ETL tests that may be executed in each stage are:
Category | ETL Tests |
---|---|
New System Testing | — Data quality testing — Metadata testing |
Migration Testing | — Data quality testing — Source to target count testing — Source to target data testing — Performance testing — Data transformation testing — Data integration testing |
Change Testing | — Data quality testing — Source to target count testing — Source to target data testing — Production validation — Data integration testing |
Report Testing | — Report testing |
Testing during the ETL process can also include user acceptance testing, GUI testing, and application migration tests to ensure the ETL architecture performs well on other platforms. Incremental ETL tests can verify that new records and updates are processed as expected.
ETL testing can have challenges. Identifying them early in the ETL process can prevent bottlenecks and costly delays. Some of the common challenges include:
There are numerous ETL testing tools, both open source and commercial solutions, to help make testing easier and more productive. ETL testing tools increase IT productivity and simplify the process of retrieving information from big data to gain insights. The tools contain procedures and rules for extracting and processing data, and eliminate the need for traditional programming methods that are labor-intensive and expensive.
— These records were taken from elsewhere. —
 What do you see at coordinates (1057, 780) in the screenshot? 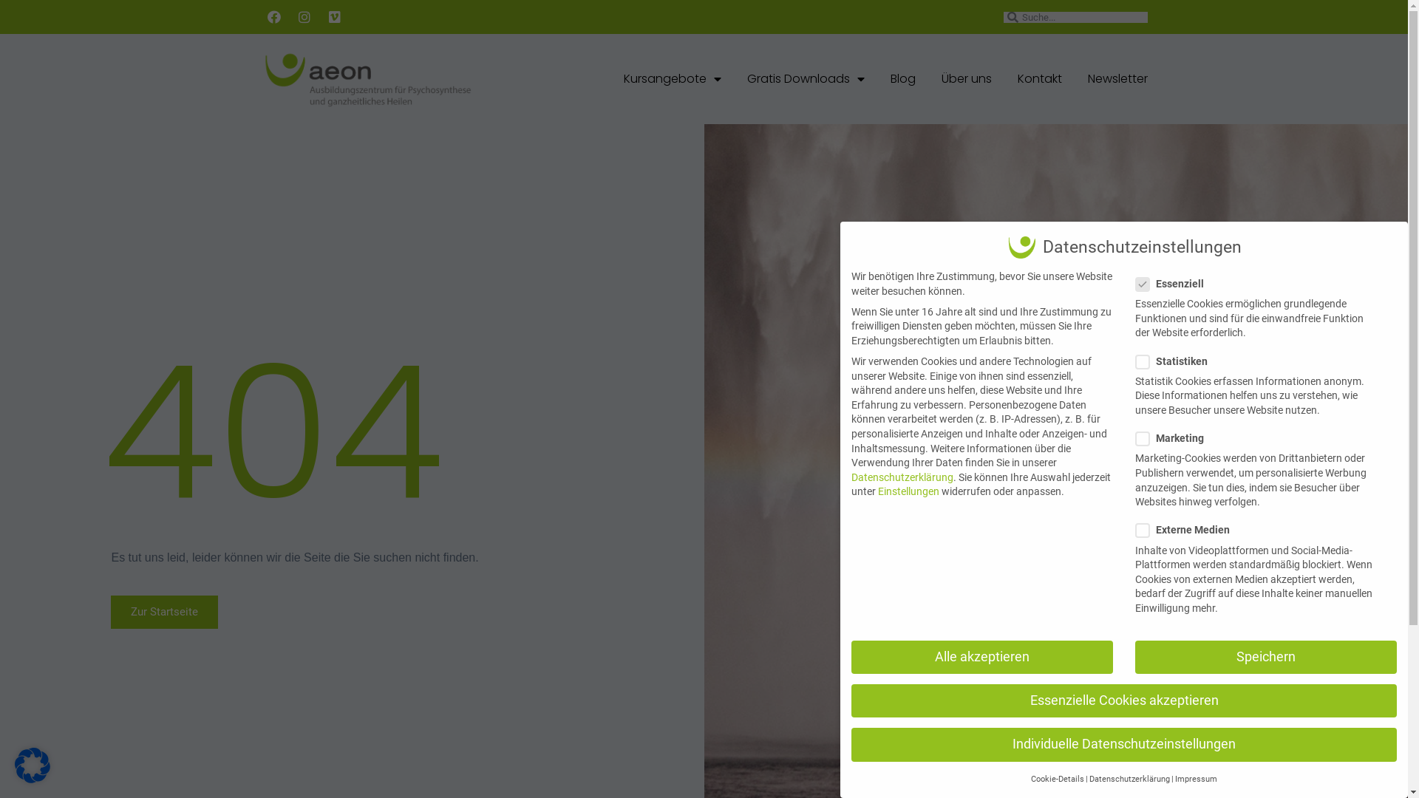
I see `Cookie-Details` at bounding box center [1057, 780].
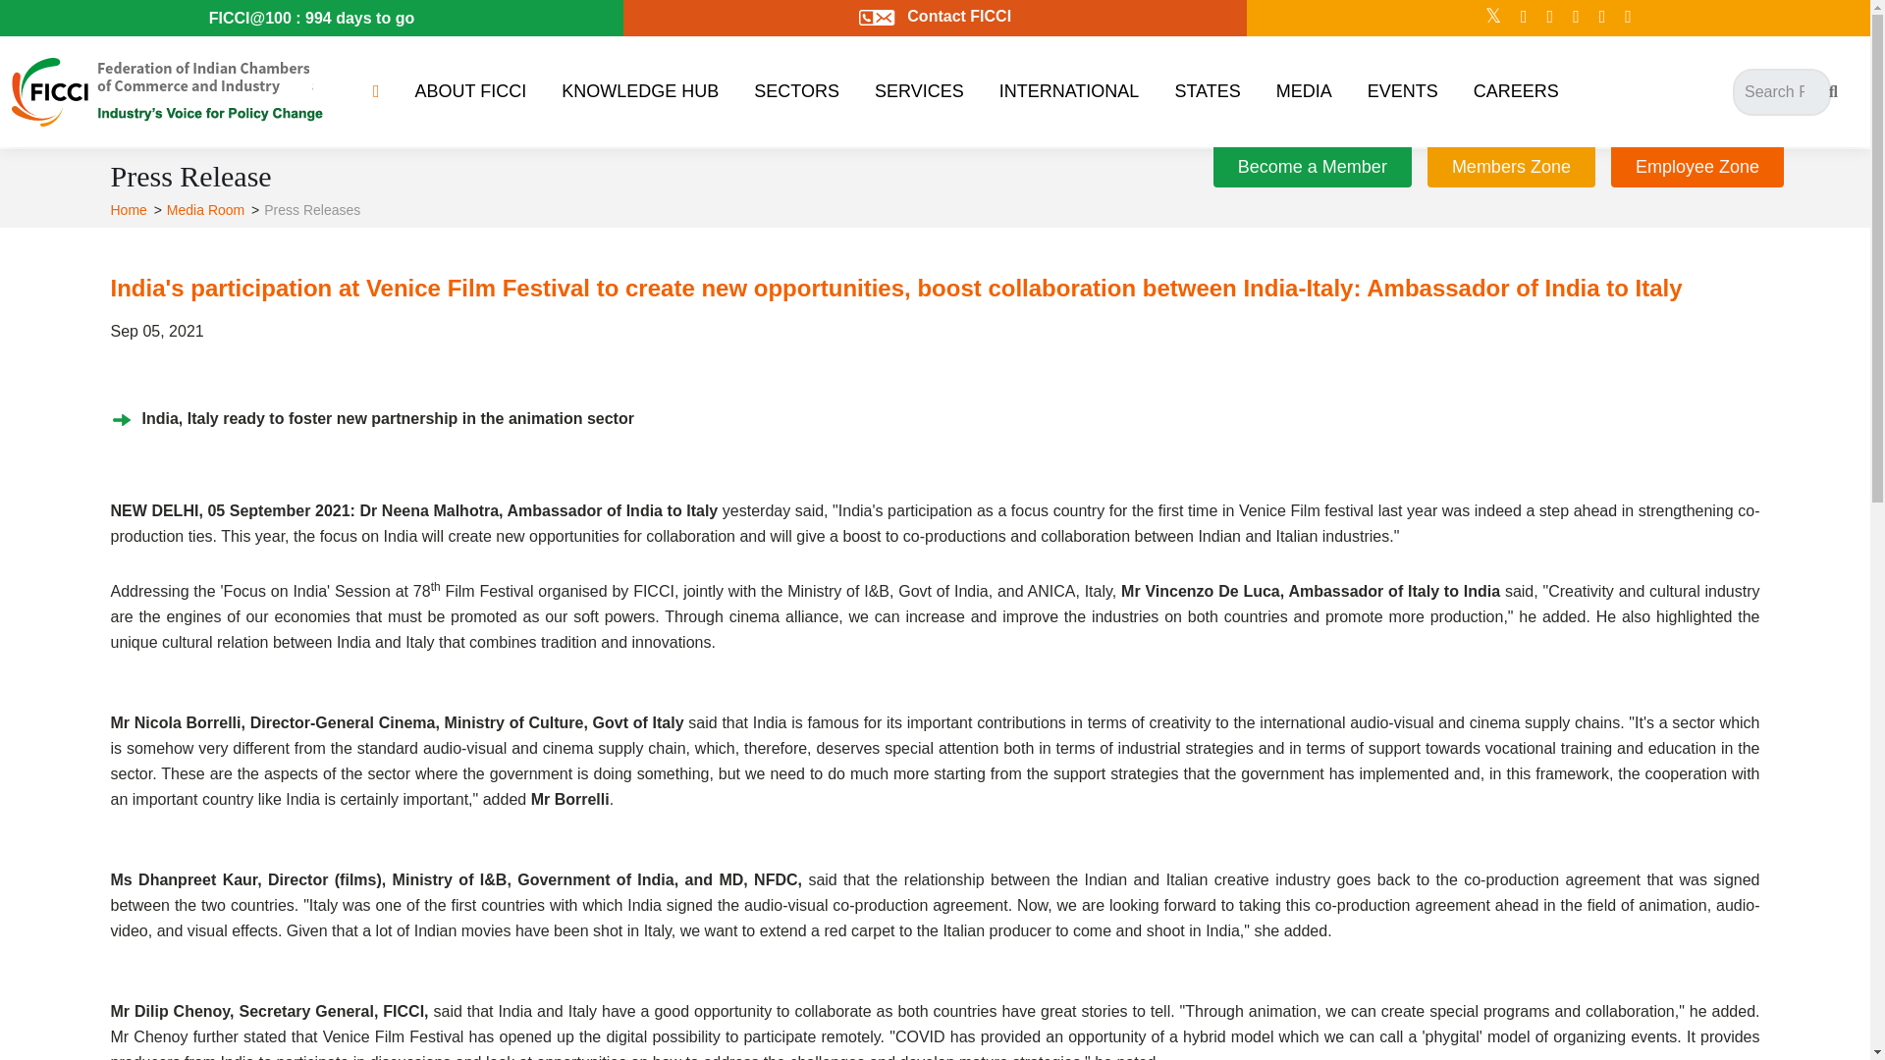  What do you see at coordinates (1524, 16) in the screenshot?
I see `Facebook` at bounding box center [1524, 16].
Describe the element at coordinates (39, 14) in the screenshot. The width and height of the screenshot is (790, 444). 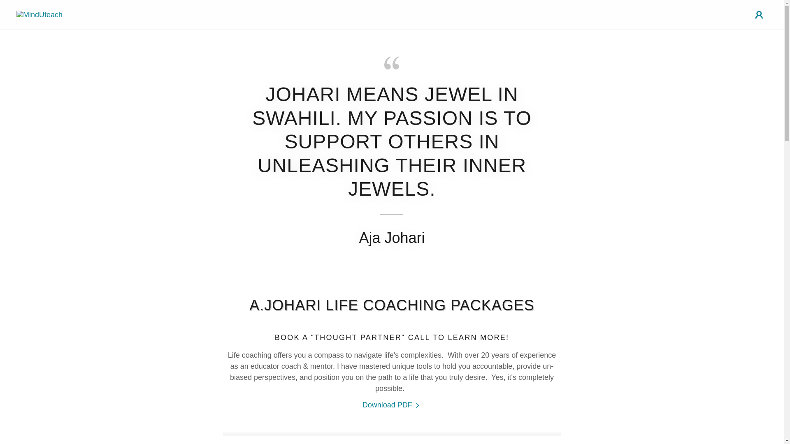
I see `MindUteach` at that location.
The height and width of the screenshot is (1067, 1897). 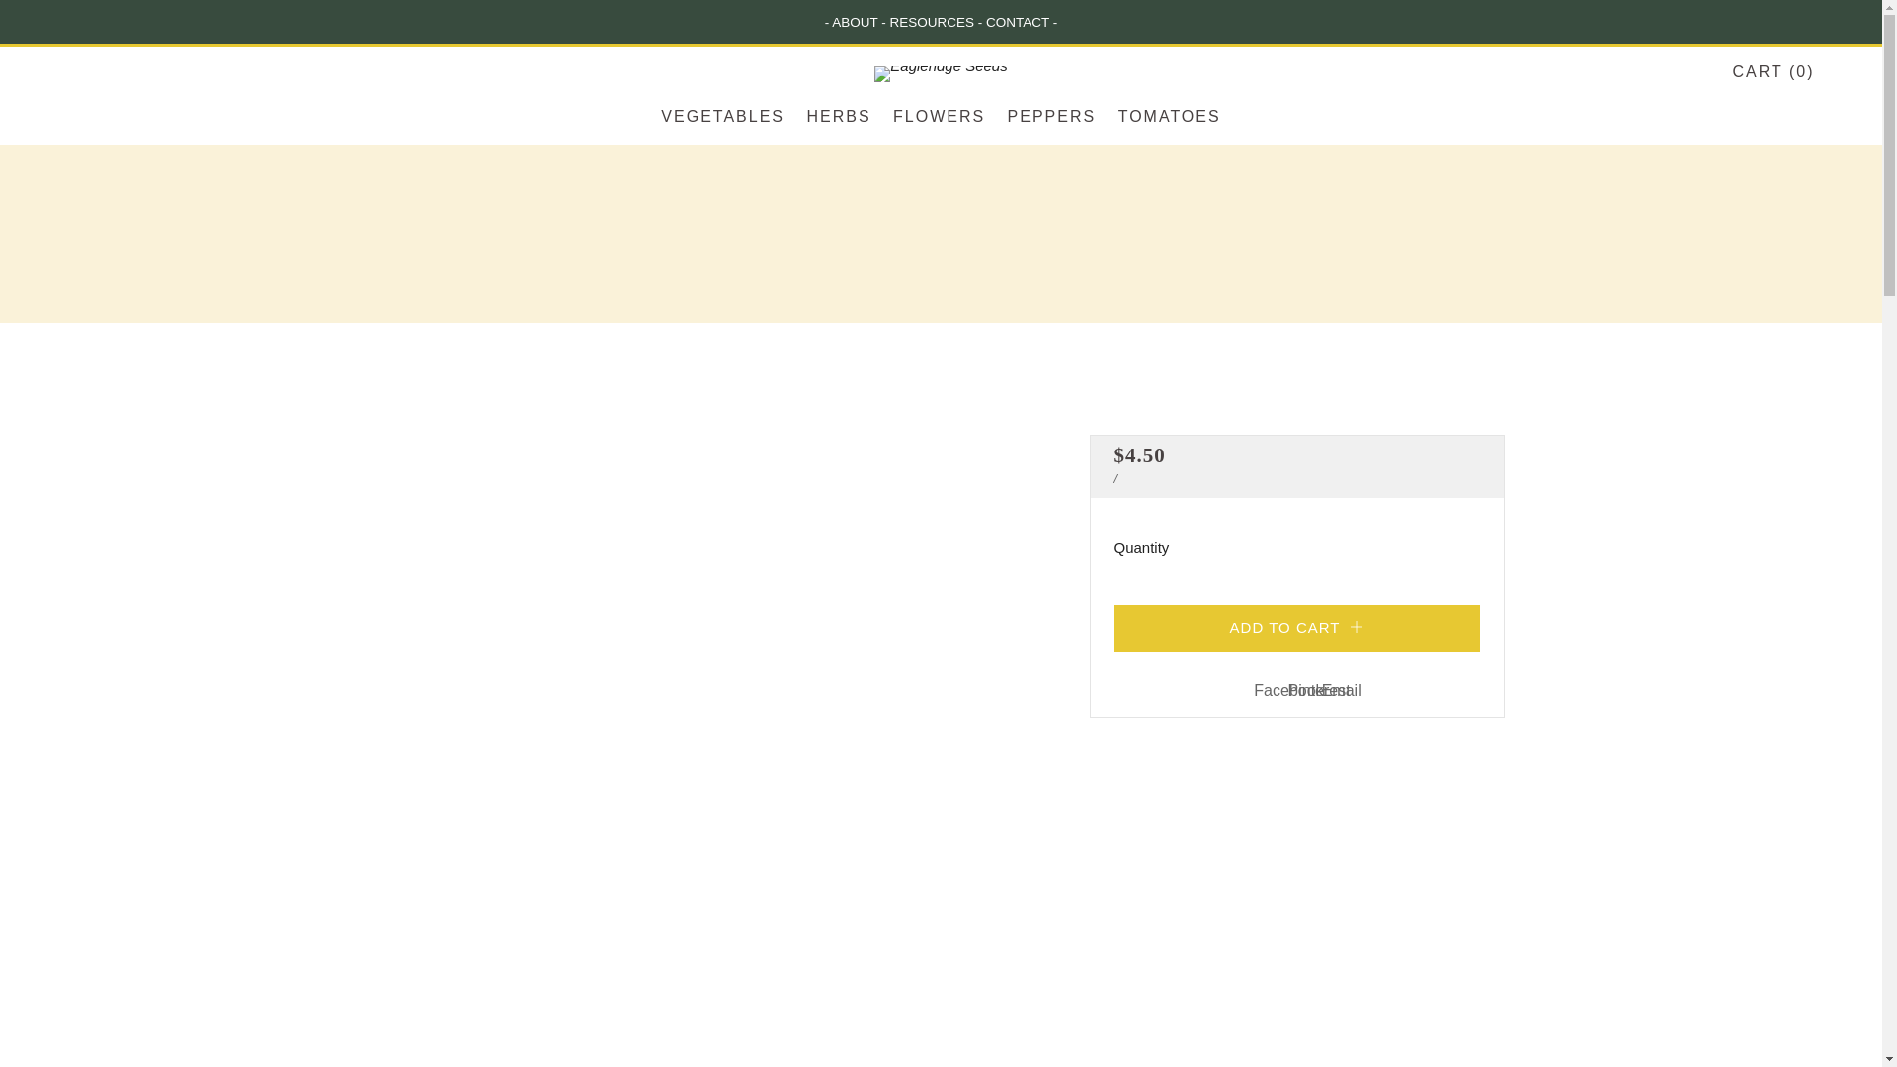 I want to click on HERBS, so click(x=838, y=116).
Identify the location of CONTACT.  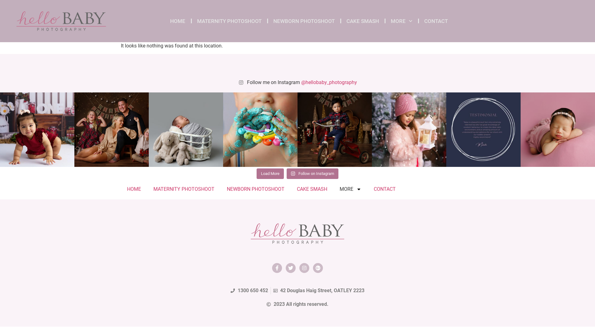
(385, 189).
Another benefit is that ETL testing tools have built-in compatibility with cloud data warehouse, ERP, and CRM platforms such as Amazon Web Services, Salesforce, Oracle, Informatica, Kinesis, Google Cloud Platform, NetSuite, and more.
Whether you choose open source or commercial tools, here are some things to look for when comparing ETL testing tools:
Cloud-native ETL tools designed specifically for cloud computing architecture enable a business to reap the full benefits of a data warehouse endeavor.
Organizations that rely on hand-coded scripts and in-house tools for manual testing lose efficiency and the ability to scale with today’s evolving ETL cloud technologies. Fast-paced, agile DevOps teams that churn out multiple software application updates daily —using automated, continuous deployment practices — are common today. The drive to move to the cloud and cloud warehouses, as well as the push towards automation, speed, and scalability, require cloud-based ETL testing tools.
Organizations need automated data integration with ETL testing tools that can process larger amounts of data autonomously — without need for human intervention — in real time. The waterfall approach (identify a problem in the data stream, fix it, test the schema, load the data to the data warehouse, and analyze it) is being replaced with cloud-native, agile solutions.
Data management cloud architectures and AI smart data integration assistants are emerging new trends. AI brings speed, scalability, and more accuracy to ETL testing. ETL testing tools that are AI-based can meet the volume and complexity of multiple data sources and help deliver faster data quality results so businesses can integrate and migrate data faster, with more confidence.
Extensive ETL testing gives an enterprise confidence in the integrity of its big data and the business intelligence gained from that data, and lowers business risk. Talend Open Studio for Data Integration is an industry-leading, open source ETL development and testing tool. With millions of downloads since 2006, it is free to use under an Apache license.
Subscription-based Talend Data Integration includes the same ETL testing functionality as well as enterprise class continuous delivery mechanisms to facilitate teamwork and to run ETL testing jobs on remote systems. It also contains an audit tool for qualitative and quantitative ETL metrics.